Monday, January 5, 2009

"Farce & sheer ignorance & worse"

Monday-back-to-the-grind briefs:
  • New York state writers, there are only 10 days left to get in your applications for a summer 2009 residency at the Saltonstall Foundation. I had a month there last summer working on my new novel, and I can vouch for it: the place is heavenly. Don't think you've got a chance in hell at being chosen? Neither did I. Don't have an MFA, or connections, or fancy publication credits? Neither do I. But I got in. Maybe you will too. Give it a shot!
  • Second thoughts on cell phone novels. At first I felt kind of foolish for having speculated recently on the potential literary value of this new genre, which is currently riding a wave of popularity, especially among young women, in Japan. Then I got to thinking about the question of form, and how it doesn't interest me much at all. Content is the issue. As a reader my quest is always for books that reflect or illuminate one or another aspect of the class struggle, which, contrary to what the literary establishment would tell you, is a capacious approach since the class struggle encompasses all the world and all its peoples, every life and every aspect of life. It seems to me that there must be myriad ways of doing this with words, including forms not yet even imagined. So back to cell phones: they may be currently used in service of vapid and unoriginal romance tales, but might someone write something else on them? What about a worker on strike? Could she be moved while on picket duty to cook up a story that conveys the heat and heart of a fight for wages and benefits? What about a worker on the job, using break time to tap in imaginings inspired by days spent pushing hospital gurneys or typing legal briefs or tagging pigs for slaughter? There are so many obstacles to prevent workers from creating literature. Is it impossible that new technology, yes, even cell phones, might end up providing a way forward?
  • Tony Christini has posted some new thoughts about what he calls liberatory literature over at A Practical Policy. For a much more learned take on this than you'll ever get from the likes of me, check it out. Here's an excerpt:
Overt liberatory revolutionary fiction is so anathema to the lit establishment that it is filtered very much out, de facto censored. This is no game of who is more progressive than whom - it is an institutional and normative analysis of what is tolerated and encouraged by the establishment, and what is not. It is no game that so much of the lit establishment in the US virtually writes central, great liberatory novelist Victor Hugo out of history, particularly in lieu of Flaubert (a prominent MFA, political, and formalist establishment favorite), though it’s pretty close to farce and sheer ignorance and worse.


- _To do_
Transcribe the records below exactly as they appear, omitting any pictures.

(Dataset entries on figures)
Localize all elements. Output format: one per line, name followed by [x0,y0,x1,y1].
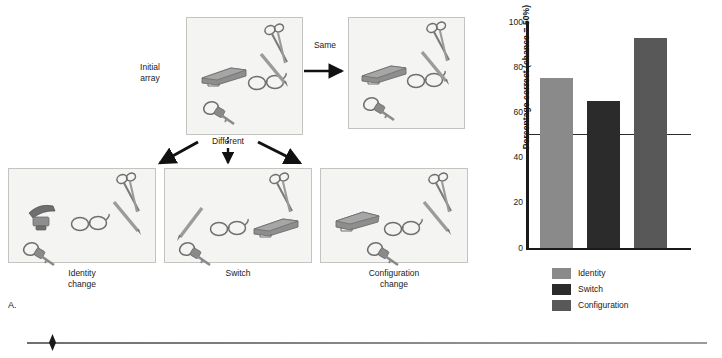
legend-item-switch: Switch [552,282,712,296]
y-tick-100: 100 [509,17,523,27]
label-different: Different [198,136,258,147]
x-axis-line [526,248,691,251]
diamond-marker-icon [46,334,59,351]
y-tick-80: 80 [514,62,523,72]
plot-region [526,22,680,250]
legend-label-switch: Switch [578,284,603,294]
legend-label-identity: Identity [578,268,605,278]
legend-item-identity: Identity [552,266,712,280]
bottom-divider-rule [27,342,707,344]
chart-legend: IdentitySwitchConfiguration [552,266,712,314]
label-same: Same [305,40,345,51]
panel-a-diagram: Initial array Same Different Identity ch… [0,0,470,330]
legend-item-configuration: Configuration [552,298,712,312]
label-configuration-change: Configuration change [334,268,454,290]
y-axis-line [526,22,529,250]
y-axis-tick-labels: 020406080100 [498,22,526,250]
y-tick-20: 20 [514,197,523,207]
legend-swatch-configuration [552,300,571,311]
y-tick-40: 40 [514,152,523,162]
label-identity-change: Identity change [22,268,142,290]
label-switch: Switch [178,268,298,279]
panel-b-chart: Percentage correct (chance = 50%) 020406… [470,0,722,358]
y-tick-0: 0 [518,243,523,253]
bar-identity [540,78,573,247]
y-tick-60: 60 [514,107,523,117]
bar-configuration [634,38,667,248]
bar-chart: Percentage correct (chance = 50%) 020406… [498,22,680,250]
legend-swatch-identity [552,268,571,279]
bar-switch [587,101,620,248]
label-initial-array: Initial array [120,62,180,84]
legend-label-configuration: Configuration [578,300,629,310]
legend-swatch-switch [552,284,571,295]
panel-a-letter: A. [8,300,17,310]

- _Solution to the problem_
Localize all elements. Output format: one per line, name followed by [x0,y0,x1,y1].
legend-item-switch: Switch [552,282,712,296]
y-tick-100: 100 [509,17,523,27]
label-different: Different [198,136,258,147]
x-axis-line [526,248,691,251]
diamond-marker-icon [46,334,59,351]
y-tick-80: 80 [514,62,523,72]
plot-region [526,22,680,250]
legend-label-switch: Switch [578,284,603,294]
legend-label-identity: Identity [578,268,605,278]
legend-item-identity: Identity [552,266,712,280]
bottom-divider-rule [27,342,707,344]
chart-legend: IdentitySwitchConfiguration [552,266,712,314]
label-same: Same [305,40,345,51]
panel-a-diagram: Initial array Same Different Identity ch… [0,0,470,330]
legend-item-configuration: Configuration [552,298,712,312]
label-configuration-change: Configuration change [334,268,454,290]
y-axis-line [526,22,529,250]
y-axis-tick-labels: 020406080100 [498,22,526,250]
y-tick-20: 20 [514,197,523,207]
legend-swatch-configuration [552,300,571,311]
y-tick-40: 40 [514,152,523,162]
label-identity-change: Identity change [22,268,142,290]
label-switch: Switch [178,268,298,279]
panel-b-chart: Percentage correct (chance = 50%) 020406… [470,0,722,358]
y-tick-0: 0 [518,243,523,253]
bar-identity [540,78,573,247]
y-tick-60: 60 [514,107,523,117]
bar-configuration [634,38,667,248]
bar-chart: Percentage correct (chance = 50%) 020406… [498,22,680,250]
legend-swatch-identity [552,268,571,279]
bar-switch [587,101,620,248]
label-initial-array: Initial array [120,62,180,84]
legend-label-configuration: Configuration [578,300,629,310]
legend-swatch-switch [552,284,571,295]
panel-a-letter: A. [8,300,17,310]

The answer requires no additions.